In the fat and sassy post-war years, when Baltimore was the sixth largest city in the nation and its population reached nearly 1 million people, the opening of the annual legislative session in Annapolis was a time for flexing some serious political muscle.
But that was literally another century ago, and figurativelyanother world ago.
As legislators make their way toward the state capital for the opening of the 90-day General Assembly session on Jan. 8, the city’s population is just over 600,000. Where Baltimore once bulged with roughly 40 percent of Maryland’s population, the city now comprises roughly 10 percent of it.
So here’s a question for the day: with so many important issues awaiting debate and money waiting to be spread around, how much muscle does the heavily Democratic city have – particularly with a Republican governor, Larry Hogan, who knows how to count vote and whose heart lies instinctively with Montgomery and Prince Georges counties?
But it’s not just Hogan’s heart. He knows the D.C. suburbshave the kind of political muscle that used to be Baltimore’s. MontgomeryCounty’s the biggest subdivision in the state now, and Prince George’s issecond. Combined, they represent roughly one-third of the state’s population.
Baltimore city isn’t even in third place anymore. That’s Baltimore County, which now has over 200,000 more people than the city. And at last count, Anne Arundel County’s within about 25,000 of the city’s total.
What all of this means is less bargaining power forBaltimore.
When William Donald Schaefer was mayor, he dreaded trips toAnnapolis. He said he felt like a beggar seeking alms for his poor city.
Baltimore was already bleeding population and the D.C. suburbs were expanding like crazy, but at least Schaefer had an old Baltimore guy, Marvin Mandel, serving as governor much of that time. And the two of them had Bawlamer in their hearts and spread money accordingly.
When Kurt Schmoke was mayor, he and Schaefer famouslyfeuded. Schaefer was governor by then. But Schmoke always maintained that, whenthe smoke cleared, Schaefer came through for his old town.
Mayor Bernard C. “Jack” Young won’t have a governor who understands the city’s special needs nor worries terribly much about its voting power. The best Young’s got going, power-wise, is the brand new incoming senate president, Bill Ferguson, about whom Baltimore legislators are placing a lot of hope.
Ferguson, 36, is, by all accounts, a bright young man who’s got a background teaching in the public schools. This comes at a time when the legislature’s about to debate sweeping changes in public schools across the state.
That includes questions of money. Baltimore’s schools have been under-performing for the last several decades. Does the state throw more money at them, or does a Republican governor, along with the increasingly strong D.C. suburb contingent of legislators, flex their muscles?
The coming weeks will show just how much strength the city has lost over the years.

A former Baltimore Sun columnist and WJZ-TV commentator, Michael Olesker is the author of six books. His most recent, “Front Stoops in the Fifties: Baltimore Legends Come of Age,” was reissued in paperback by the Johns Hopkins University Press.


= PROBLEM TO WORK ON =
Write the records out exactly as they read, but not the pictures.

---

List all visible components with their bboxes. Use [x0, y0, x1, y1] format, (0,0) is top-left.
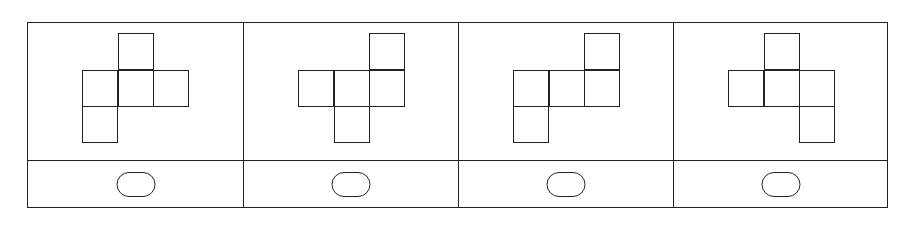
answer-cell: C [459, 160, 673, 209]
option-label: C [459, 161, 460, 162]
net-square [799, 106, 835, 143]
option-label: B [244, 161, 245, 162]
net-figure-cell [674, 23, 888, 160]
option-column-a: A [28, 23, 243, 207]
net-square [82, 106, 118, 143]
net-square [764, 70, 800, 107]
option-column-d: D [673, 23, 888, 207]
net-square [334, 70, 370, 107]
answer-oval-radio-d[interactable] [762, 172, 801, 197]
option-column-b: B [243, 23, 458, 207]
net-figure-cell [244, 23, 458, 160]
net-figure-cell [459, 23, 673, 160]
option-label: D [674, 161, 675, 162]
net-square [728, 70, 764, 107]
answer-oval-radio-a[interactable] [116, 172, 155, 197]
net-square [799, 70, 835, 107]
answer-oval-radio-c[interactable] [547, 172, 586, 197]
net-square [118, 70, 154, 107]
net-square [513, 70, 549, 107]
net-square [513, 106, 549, 143]
net-square [549, 70, 585, 107]
net-square [764, 33, 800, 70]
net-square [369, 33, 405, 70]
net-square [334, 106, 370, 143]
net-square [118, 33, 154, 70]
answer-cell: B [244, 160, 458, 209]
options-table: A B C D [27, 22, 888, 208]
net-square [153, 70, 189, 107]
net-square [298, 70, 334, 107]
net-square [584, 33, 620, 70]
net-square [369, 70, 405, 107]
option-column-c: C [458, 23, 673, 207]
answer-cell: A [28, 160, 243, 209]
net-figure-cell [28, 23, 243, 160]
answer-oval-radio-b[interactable] [332, 172, 371, 197]
net-square [82, 70, 118, 107]
option-label: A [28, 161, 29, 162]
answer-cell: D [674, 160, 888, 209]
net-square [584, 70, 620, 107]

---

= REPLY =
List all visible components with their bboxes. Use [x0, y0, x1, y1] format, (0,0) is top-left.
answer-cell: C [459, 160, 673, 209]
option-label: C [459, 161, 460, 162]
net-square [799, 106, 835, 143]
option-label: B [244, 161, 245, 162]
net-figure-cell [674, 23, 888, 160]
option-column-a: A [28, 23, 243, 207]
net-square [82, 106, 118, 143]
net-square [764, 70, 800, 107]
option-column-d: D [673, 23, 888, 207]
net-square [334, 70, 370, 107]
answer-oval-radio-d[interactable] [762, 172, 801, 197]
option-column-b: B [243, 23, 458, 207]
net-figure-cell [244, 23, 458, 160]
net-figure-cell [459, 23, 673, 160]
option-label: D [674, 161, 675, 162]
net-square [728, 70, 764, 107]
answer-oval-radio-a[interactable] [116, 172, 155, 197]
net-square [799, 70, 835, 107]
answer-oval-radio-c[interactable] [547, 172, 586, 197]
net-square [118, 70, 154, 107]
net-square [513, 70, 549, 107]
net-square [513, 106, 549, 143]
net-square [549, 70, 585, 107]
net-square [764, 33, 800, 70]
net-square [369, 33, 405, 70]
net-square [334, 106, 370, 143]
net-square [118, 33, 154, 70]
answer-cell: B [244, 160, 458, 209]
options-table: A B C D [27, 22, 888, 208]
net-square [153, 70, 189, 107]
net-square [298, 70, 334, 107]
net-square [584, 33, 620, 70]
net-square [369, 70, 405, 107]
option-column-c: C [458, 23, 673, 207]
answer-cell: A [28, 160, 243, 209]
net-figure-cell [28, 23, 243, 160]
answer-oval-radio-b[interactable] [332, 172, 371, 197]
net-square [82, 70, 118, 107]
option-label: A [28, 161, 29, 162]
answer-cell: D [674, 160, 888, 209]
net-square [584, 70, 620, 107]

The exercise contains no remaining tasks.